PROVIDED DATA —
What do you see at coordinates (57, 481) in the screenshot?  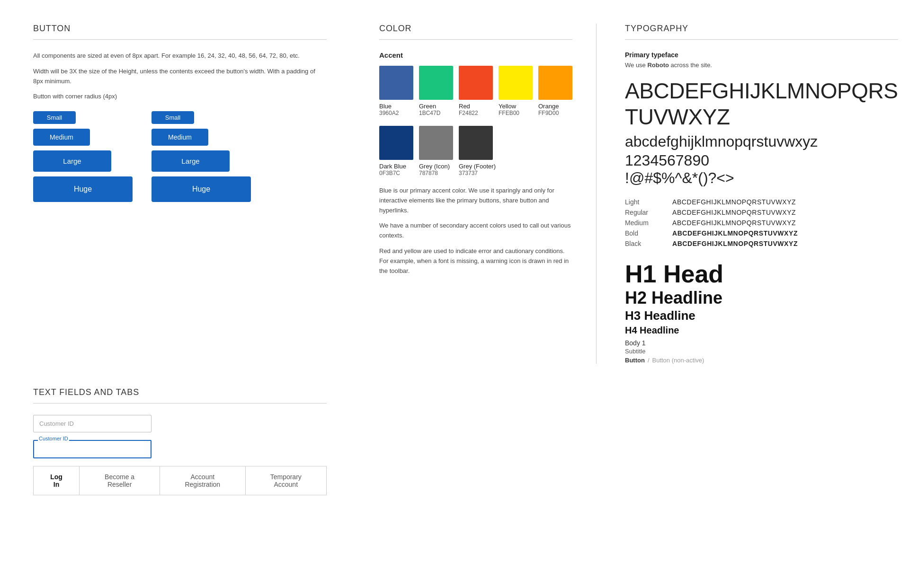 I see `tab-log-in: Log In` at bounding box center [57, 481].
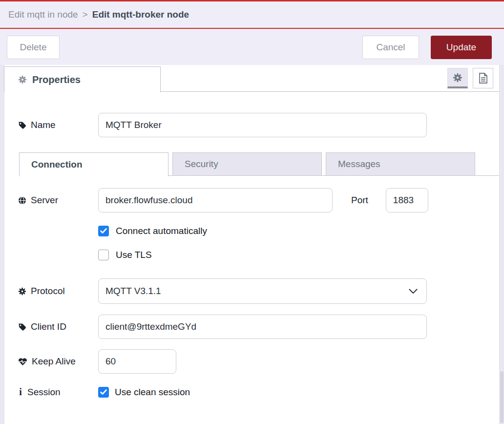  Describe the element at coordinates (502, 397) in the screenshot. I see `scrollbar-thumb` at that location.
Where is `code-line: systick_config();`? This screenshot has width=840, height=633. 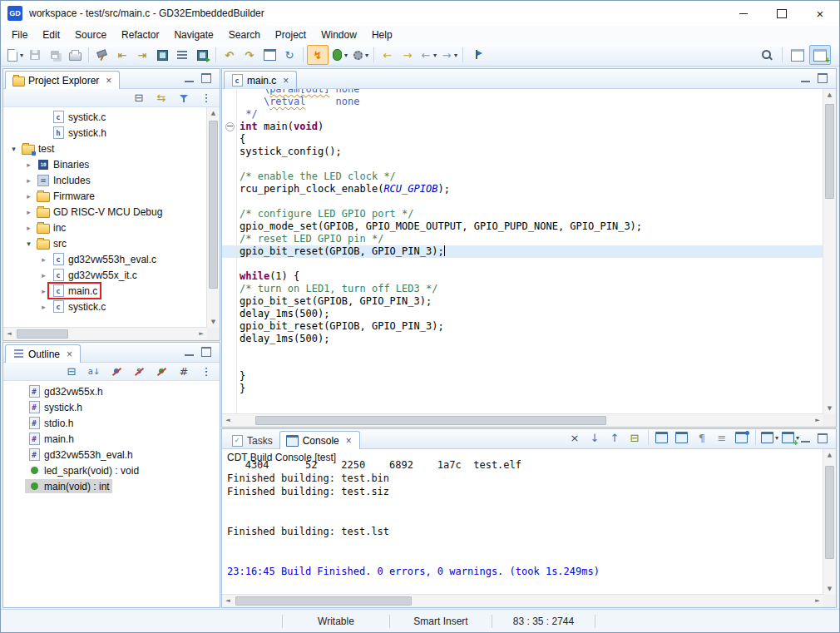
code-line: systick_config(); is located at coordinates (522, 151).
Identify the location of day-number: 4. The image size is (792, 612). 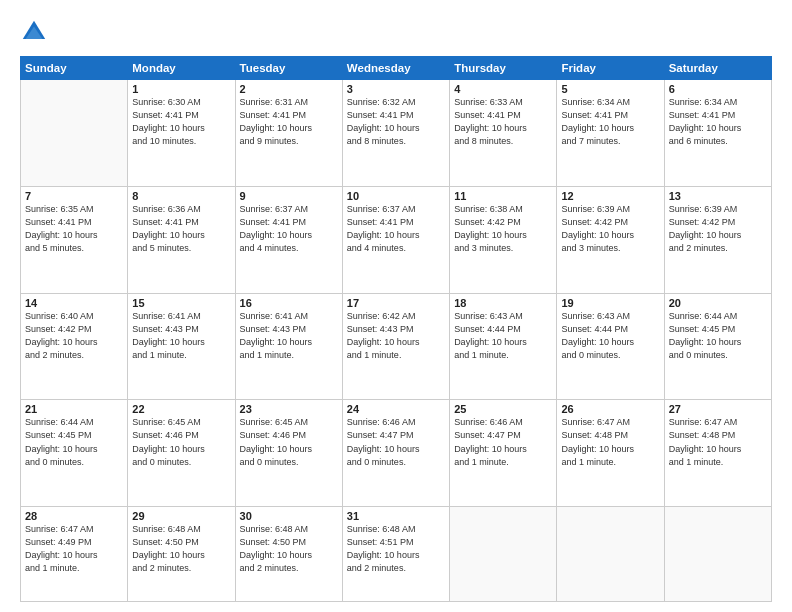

REQUIREMENT — Reproduce, with the pictures omitted, exactly those lines that run from the line with "has width=840, height=633." to the last line of the material, both ends included.

EXERCISE RESULT —
Where is `code-line: systick_config();`? This screenshot has width=840, height=633. 
code-line: systick_config(); is located at coordinates (522, 151).
Identify the location of day-number: 4. The image size is (792, 612). 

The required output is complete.